Mr Koizumi made his comments as Japan's Financial Services Agency, the country's financial watchdog, launched an official probe into how the botched trade, in recruitment firm J-Com, occured, and how to make sure there was no repeat of the fiasco.
Yesterday, an unnamed trader at Japanese investment house Mizuho Securities, mistakenly placed an order to sell 610,000 J-Com shares at 1 yen each.
The sell trade - when he had intended to sell just one share, for 610,000 yen - represented an offer to sell a staggering 41 times the amount of shares in the company that were actually available to the entire market.
In the ensuing confusion, shares in J-Com initially tumbled as the market tried to identify the source of the trading error. Concern about possible mistakes at trading houses with lax risk controls sent banking stocks diving and then hit the wider Tokyo market.

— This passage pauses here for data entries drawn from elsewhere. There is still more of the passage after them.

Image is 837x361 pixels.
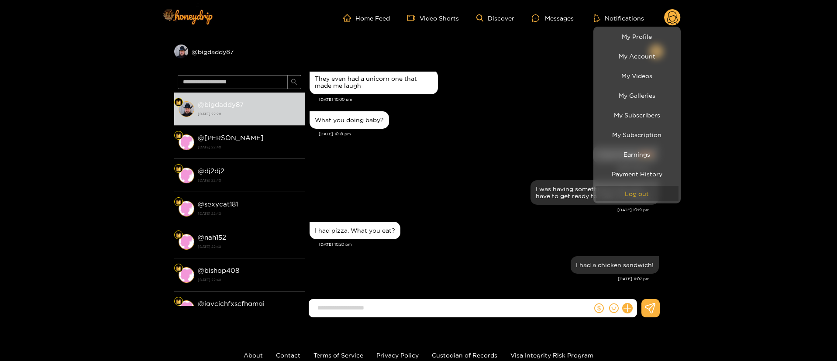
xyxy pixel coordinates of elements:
button: Log out [596,186,679,201]
a: My Galleries [596,88,679,103]
a: My Subscribers [596,107,679,123]
a: My Profile [596,29,679,44]
a: Earnings [596,147,679,162]
a: My Videos [596,68,679,83]
a: Payment History [596,166,679,182]
a: My Account [596,48,679,64]
a: My Subscription [596,127,679,142]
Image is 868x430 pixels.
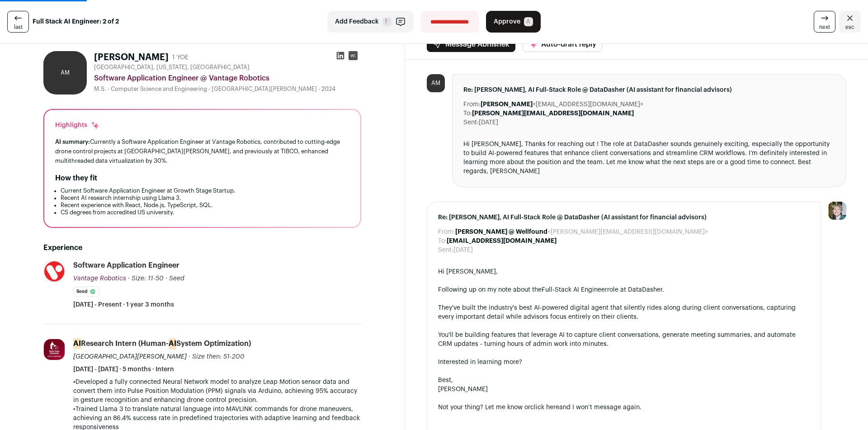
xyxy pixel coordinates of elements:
div: Software Application Engineer @ Vantage Robotics [94,73,361,83]
mark: AI [169,338,176,349]
div: You'll be building features that leverage AI to capture client conversations, generate meeting su... [438,331,809,348]
span: [GEOGRAPHIC_DATA][PERSON_NAME] [73,354,187,360]
div: Currently a Software Application Engineer at Vantage Robotics, contributed to cutting-edge drone ... [55,137,350,166]
dt: From: [464,100,481,109]
h2: How they fit [55,173,97,183]
dt: From: [438,227,455,236]
li: Current Software Application Engineer at Growth Stage Startup. [60,187,350,194]
a: click here [530,405,559,411]
div: Interested in learning more? [438,358,809,367]
button: Message Abhishek [427,37,515,52]
span: Add Feedback [335,17,379,26]
span: last [14,24,22,31]
div: Software Application Engineer [73,261,180,271]
b: [EMAIL_ADDRESS][DOMAIN_NAME] [446,238,557,244]
div: Research Intern (Human- System Optimization) [73,339,251,348]
dt: Sent: [438,245,453,255]
span: esc [846,24,855,31]
li: Recent AI research internship using Llama 3. [60,194,350,202]
div: Highlights [55,121,100,130]
button: Auto-draft reply [523,37,602,52]
span: [DATE] - Present · 1 year 3 months [73,300,174,310]
a: last [7,11,29,32]
button: Add Feedback F [327,11,414,32]
div: [PERSON_NAME] [438,385,809,394]
div: Not your thing? Let me know or and I won’t message again. [438,403,809,412]
img: cdf97c1e6d68a98405b864540c33e9ddfb97749c3eec58e2022b849847633ffc.jpg [44,261,65,282]
li: CS degrees from accredited US university. [60,209,350,216]
a: next [814,11,836,32]
span: Seed [169,275,185,282]
p: •Developed a fully connected Neural Network model to analyze Leap Motion sensor data and convert ... [73,378,361,405]
span: · Size then: 51-200 [189,354,245,360]
div: AM [43,51,87,94]
div: AM [427,74,445,92]
button: Approve A [486,11,541,32]
li: Recent experience with React, Node.js, TypeScript, SQL. [60,202,350,209]
span: next [819,24,830,31]
div: They've built the industry's best AI-powered digital agent that silently rides along during clien... [438,303,809,322]
li: Seed [73,287,99,297]
span: [GEOGRAPHIC_DATA], [US_STATE], [GEOGRAPHIC_DATA] [94,64,250,71]
div: M.S. - Computer Science and Engineering - [GEOGRAPHIC_DATA][PERSON_NAME] - 2024 [94,85,361,93]
span: · [166,274,167,283]
dt: To: [438,236,446,245]
div: Hi [PERSON_NAME], Thanks for reaching out ! The role at DataDasher sounds genuinely exciting, esp... [464,140,835,176]
span: Re: [PERSON_NAME], AI Full-Stack Role @ DataDasher (AI assistant for financial advisors) [464,85,835,94]
b: [PERSON_NAME] [481,101,532,108]
dd: <[PERSON_NAME][EMAIL_ADDRESS][DOMAIN_NAME]> [455,227,708,236]
span: F [383,17,392,26]
h1: [PERSON_NAME] [94,51,169,64]
div: Best, [438,376,809,385]
span: Vantage Robotics [73,275,126,282]
dt: Sent: [464,118,479,127]
dt: To: [464,109,472,118]
h2: Experience [43,243,361,254]
dd: <[EMAIL_ADDRESS][DOMAIN_NAME]> [481,100,643,109]
span: · Size: 11-50 [128,275,164,282]
b: [PERSON_NAME][EMAIL_ADDRESS][DOMAIN_NAME] [472,110,634,117]
span: [DATE] - [DATE] · 5 months · Intern [73,365,174,374]
span: Approve [494,17,520,26]
img: 6494470-medium_jpg [829,202,846,220]
b: [PERSON_NAME] @ Wellfound [455,229,548,235]
a: Full-Stack AI Engineer [541,287,607,293]
span: AI summary: [55,139,90,145]
div: Hi [PERSON_NAME], [438,268,809,276]
dd: [DATE] [479,118,498,127]
strong: Full Stack AI Engineer: 2 of 2 [32,17,119,26]
span: Re: [PERSON_NAME], AI Full-Stack Role @ DataDasher (AI assistant for financial advisors) [438,213,809,222]
dd: [DATE] [453,245,473,255]
div: Following up on my note about the role at DataDasher. [438,285,809,294]
span: A [524,17,533,26]
a: Close [839,11,861,32]
div: 1 YOE [172,53,189,62]
mark: AI [73,338,81,349]
img: 0ca5166c5e5a4800b0eaf97118210d408504c03eda0e9a0a9aa4514fe896d252.jpg [44,339,65,360]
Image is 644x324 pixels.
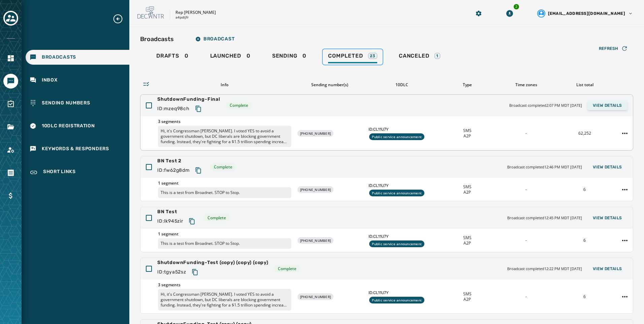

It was initially unclear which firm had sparked the frenzied selling, with Mizuho Securities only admitted to being behind the order after the Asian markets closed at the end of trading.
But this was after the broker's mishap left the benchmark Nikkei stock market index nursing its third-largest fall for the year.
"We sincerely apologise for causing considerable trouble for those concerned," Mizuho said yesterday, with its president, Makoto Fukuda, admitting that his company faced losses of at least 27 billion yet or more than £128 million.
Although the rising losses are substantial, they do not endanger the Japanese brokerage's financial health. Mizuho is also investigating the incident and is in talks with the exchange about what happened.
Shares in J-Com also recovered to close up at the end of the trading day, with many internet "day-traders" believed to have netted substantial profits from the mistake.
Mr Fukuda said earlier on today that Mizuho had bought back many of the shares that were mistakenly sold.
The botched trade is also an embarassment for the Tokyo Stock Exchange, which has been criticised for allowing the trade to go through.
Its control systems have also been called in to question after it was forced last month to suspend trading in all of its listed companies after its computer system crash. It is believed to have been the first time ever the exchange had had to cancel trading in this way.
The debacle holds echoes of similarly expensive "key stroke" errors that can be highly costly for the brokerages involved. In 2001, Swiss-American investment bank UBS mistakenly sold 65,000 shares in advertising group Dentsu, which was also making its market debut.
Dentsu subsequently had to buy most of the shares back from the market.
Similar problems have occurred in the past, if rarely, on the London market, although it in most cases the identify of the perpetrators remains a mystery - except to themselves and the heads of their trading desks.
Mizuho has cancelled its Christmas party, which was due to take place last night.